At the same time, the supply of Americans who have traditionally filled many of those jobs — those without a high school diploma — continues to shrink. Their numbers have declined by 4.6 million in the past decade, as the typical American worker becomes older and better educated.

Yet our system offers no legal channel for anywhere near a sufficient number of peaceful, hardworking immigrants to legally enter the United States even temporarily to fill this growing gap. The predictable result is illegal immigration.

In response, we can spend billions more to beef up border patrols. We can erect hundreds of miles of ugly fence slicing through private property along the Rio Grande. We can raid more discount stores and chicken-processing plants from coast to coast. We can require all Americans to carry a national ID card and seek approval from a government computer before starting a new job.

Or we can change our immigration law to more closely conform to how millions of normal people actually live.

Crossing an international border to support your family and pursue dreams of a better life is not an inherently criminal act like rape or robbery. If it were, then most of us descend from criminals. As the people of Texas know well, the large majority of illegal immigrants are not bad people. They are people who value family, faith and hard work trying to live within a bad system.

When large numbers of otherwise decent people routinely violate a law, the law itself is probably the problem. To argue that illegal immigration is bad merely because it is illegal avoids the threshold question of whether we should prohibit this kind of immigration in the first place.

We've faced this choice on immigration before. In the early 1950s, federal agents were making a million arrests a year along the Mexican border. In response, Congress ramped up enforcement, but it also dramatically increased the number of visas available through the Bracero guest worker program. As a result, apprehensions at the border dropped 95 percent. By changing the law, we transformed an illegal inflow of workers into a legal flow.

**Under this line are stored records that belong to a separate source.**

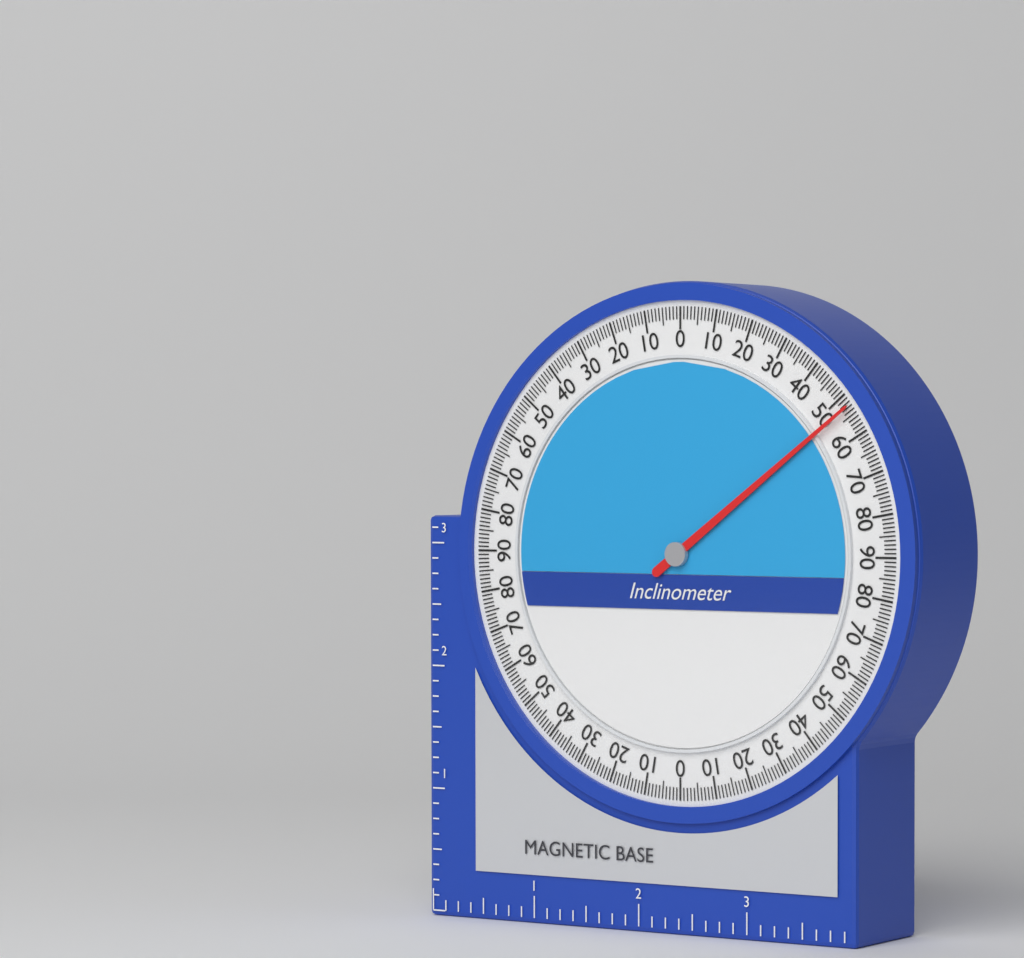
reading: 53 (no unit)
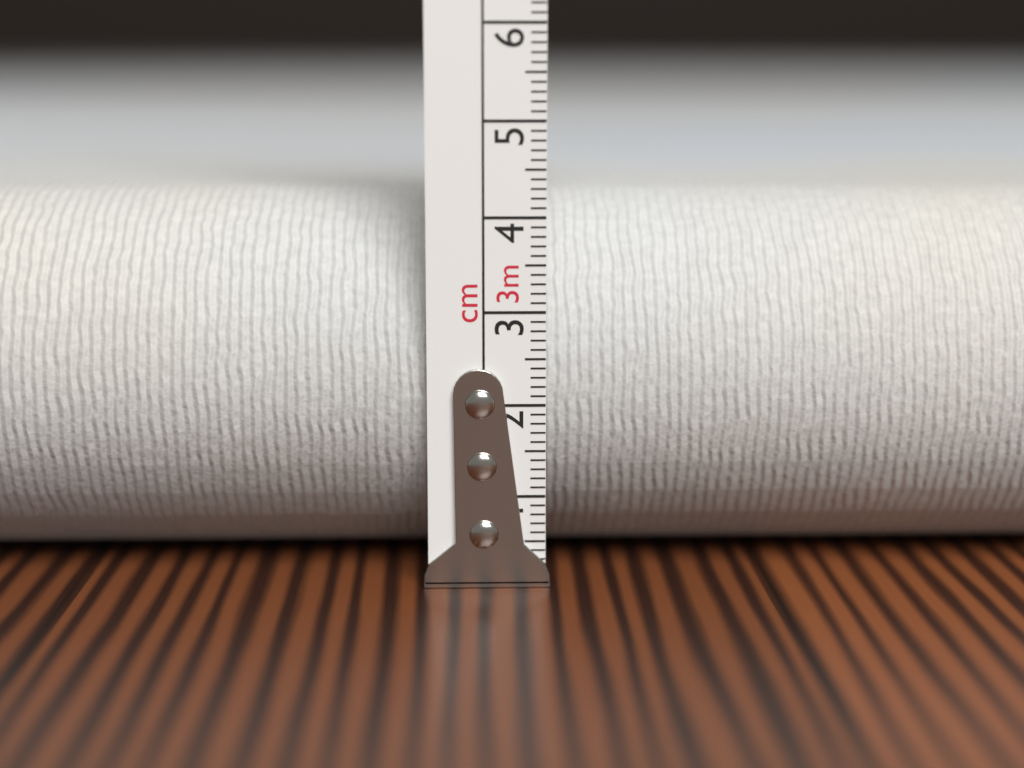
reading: 4.2 cm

For those workers already in the United States illegally, we can avoid "amnesty" and still offer a pathway out of the underground economy. Newly legalized workers can be assessed fines and back taxes and serve probation befitting the misdemeanor they've committed. They can be required to take their place at the back of the line should they eventually apply for permanent residency.

The fatal flaw of the 1986 Immigration Reform and Control Act was not that it offered legal status to workers already here but that it made no provision for future workers to enter legally.

Immigration is not the only area of American life where a misguided law has collided with reality. In the 1920s and '30s, Prohibition turned millions of otherwise law-abiding Americans into lawbreakers and spawned an underworld of moon-shining, boot-legging and related criminal activity. (Sound familiar?) We eventually made the right choice to tax and regulate alcohol rather than prohibit it.

In the 19th century, America's frontier was settled largely by illegal squatters. In his influential book on property rights, The Mystery of Capital, economist Hernando de Soto describes how these so-called extralegals began to farm, mine and otherwise improve land to which they did not have strict legal title. After failed attempts by the authorities to destroy their cabins and evict them, federal and state officials finally recognized reality, changed the laws, declared amnesty and issued legal documents conferring title to the land the settlers had improved.

As Mr. de Soto wisely concluded: "The law must be compatible with how people actually arrange their lives." That must be a guiding principle when Congress returns to the important task of fixing our immigration laws.
------
Daniel Griswold the is director of the Cato Institute's Center for Trade Policy Studies. For a copy of the original article, please visit Cato's Web site here.

Last edited by Aquila; 11-02-2009 at 10:45 PM.